To the best of our knowledge, this is the first study to investigate the correlation between MBOOI and efficacy of TURP, and the results confirmed that MBOOI may be a potential candidate that can be used to predict surgical outcomes. The pathophysiology of male LUTS/BPH is highly complex and multifactorial, and the disease and efficacy are unlikely to be determined by a single factor [30]. For more optimal diagnosis and treatment of BPH, our task is to continuously explore the pathophysiological mechanism and determine more valuable indicators. This study provides new directions and ideas for this purpose.

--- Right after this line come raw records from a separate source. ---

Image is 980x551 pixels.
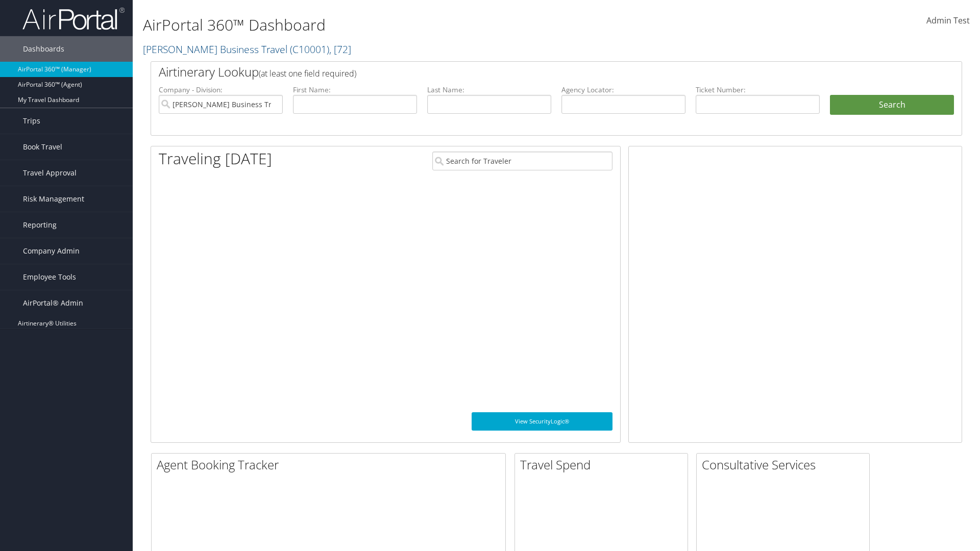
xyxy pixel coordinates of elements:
label: Last Name: [427,84,551,94]
label: Company - Division: [158,84,283,94]
button: Search [830,94,954,116]
h2: Consultative Services [702,457,869,473]
span: Travel Approval [23,160,77,186]
a: Admin Test [926,6,970,37]
span: Employee Tools [23,264,76,290]
span: ( C10001 ) [290,43,329,56]
span: Book Travel [23,134,62,159]
span: , [ 72 ] [329,43,351,56]
h2: Travel Spend [520,457,687,473]
label: Ticket Number: [696,84,820,94]
span: (at least one field required) [258,68,357,79]
span: Company Admin [23,238,80,264]
span: Admin Test [926,15,970,26]
a: [PERSON_NAME] Business Travel [143,43,351,56]
input: Search for Traveler [433,152,612,170]
h1: AirPortal 360™ Dashboard [143,14,694,36]
span: Trips [23,108,41,133]
span: Dashboards [23,36,64,62]
span: Reporting [23,212,57,238]
span: Risk Management [23,186,84,212]
label: First Name: [293,84,417,94]
label: Agency Locator: [561,84,685,94]
h2: Agent Booking Tracker [157,457,505,473]
h1: Traveling [DATE] [158,148,272,169]
h2: Airtinerary Lookup [158,63,886,81]
img: airportal-logo.png [22,6,124,31]
span: AirPortal® Admin [23,290,83,316]
a: View SecurityLogic® [471,412,612,431]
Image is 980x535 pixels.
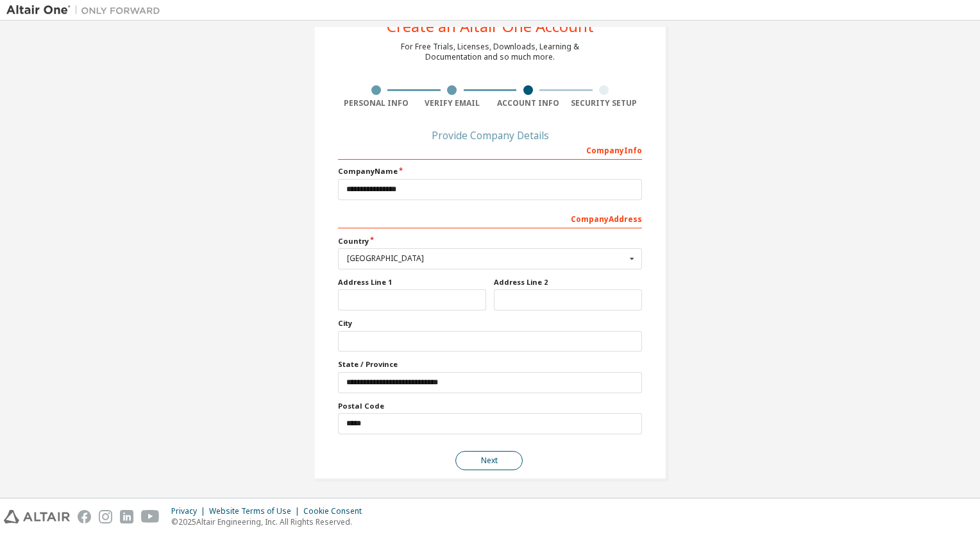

There are several limitations to this study. First of all, one limitation of our implementation is that this is a retrospective study, and compared with non-invasive examination such as ultrasound, PFS as invasive examination may bring the risk of trauma to the patient. However, as the gold standard for diagnosing BOO, its status in urology is irreplaceable. We routinely completed this examination before TURP surgery, and the surgical efficacy was confirmed by reexamination 3 months after surgery. This study was retrospective and did not cause additional trauma to patients. In addition, some parameters that may influence the surgical outcome reported in the previous studies were not evaluated, such as intravesical prostatic protrusion, prostatic urethral angulation and ultrasonic estimation of bladder weight, detrusor wall thickness, and resistive index, et al. [31,32,33,34]. Further studies should carry out to compare the value of those parameters and MBOOI in predicting surgical efficacy. Thirdly, although Park et al. did not find a correlation between the resected prostate tissue ratio and surgical efficacy, there was no insufficient evidence to support this [35]. For example, Milonas et al. found that the volume of resected tissue was an important factor influencing the degree of symptom improvement [36]. Although the relationship between resected prostate tissue weight and surgical efficacy was not considered in our study, we tried to achieve completeness of resection intraoperatively. Additionally, resected prostate tissue weight is closely related to TZV, and our study shows that TZV has little effect in predicting surgical efficacy. Therefore, it is unlikely to radically change our study results. Finally, additional studies with larger samples are needed to further elucidate the relationship and mechanism between MBOOI and abdominal pressure with BPH and the surgical effect.

Conclusions

Although both MBOOI and BOOI can predict the urinary symptoms in men with LUTS/BPH to a certain extent, however, there was a stronger correlation between MBOOI and LUTS. In addition, both AUC of MBOOI and BOOI for surgical efficacy was between 0.70 and 0.8, but MBOOI was slightly higher than that of BOOI. Meanwhile, our study indicates that MBOOI is significantly associated with improvements in IPSS, QoL, and Qmax after TURP. In general, these findings suggest that MBOOI may have greater potential than BOOI for evaluating disease and predicting surgical efficacy in patients with LUTS/BPH. Further research could quite beneficial to explain the role of MBOOI in the progression of disease and surgical prognosis in men with LUTS/BPH.